GenresShelvesPremiumBlog

Company

AboutJobsPartnersSell on LexAffiliates

Resources

DocsInvite FriendsFAQ

Legal

Terms of ServicePrivacy Policygeneral@lex-books.com(215) 703-8277

© 2026 LexBooks, Inc. All rights reserved.

The Invention of Revolutionary Cultural Workers in Wartime China, 1937-1945

The Invention of Revolutionary Cultural Workers in Wartime China, 1937-1945

Lei Lei

About this book

My dissertation examines how literary and artistic experiments shaped the social relationships and the new culture of wartime China from 1937 to 1945. It investigates this problem by focusing on the making of cultural workers and, in particularly, the creation of cultural institutions that harnessed the creative power of social groups. Narrative experiments and cultural production proliferated in China during the Sino-Japanese War (1937-1945). From the beginning of the war, many writers and artists sought to use cultural production to mobilize the populace in the rural areas of northern China.
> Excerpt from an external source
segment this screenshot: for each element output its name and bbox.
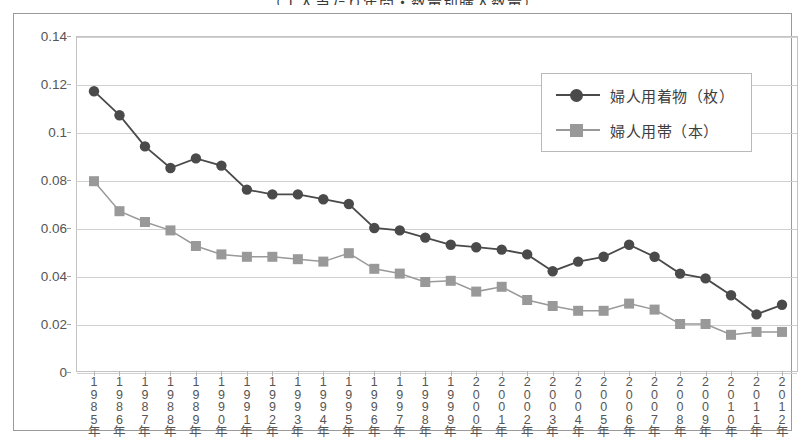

Engaging with a wide spectrum of individuals and social groups, they experimented with new cultural practices that transformed their own sentiments and actions, thereby inventing themselves as revolutionary cultural workers for the purpose of mobilizing the populace. Their experiments were not only radical attempts at creating the workforce for China’s revolutionary enterprise and should also be understood as part of a worldwide movement of democratic politics. My research shows how innovative narrative experiments intersected with popular spiritual empowerment, cultural transformation, and the revolutionary leadership in modern China. The individual chapters demonstrate how this endeavor entailed cultural-institutional building, including the founding of Lu Xun Academy in Yan’an that recruited artistic and cultural talents to support their war effort. Emerging cultural workers developed new cultural practices in this process and gave life and artistic expression to the revolutionary vision of the populace. Developing new cultural products in this process, they gave narrative life and artistic expression to the revolutionary vision of the mobilizing populace. By the end of the Sino-Japanese War in 1945, a far-reaching Yangge movement, simultaneously modern and traditional, had brought both professional artists as well as the common people to the streets to tell their own stories of the revolution.

Details

OL Work ID
OL32329186W

Find this book

Open Library
Book data from Open Library. Cover images courtesy of Open Library.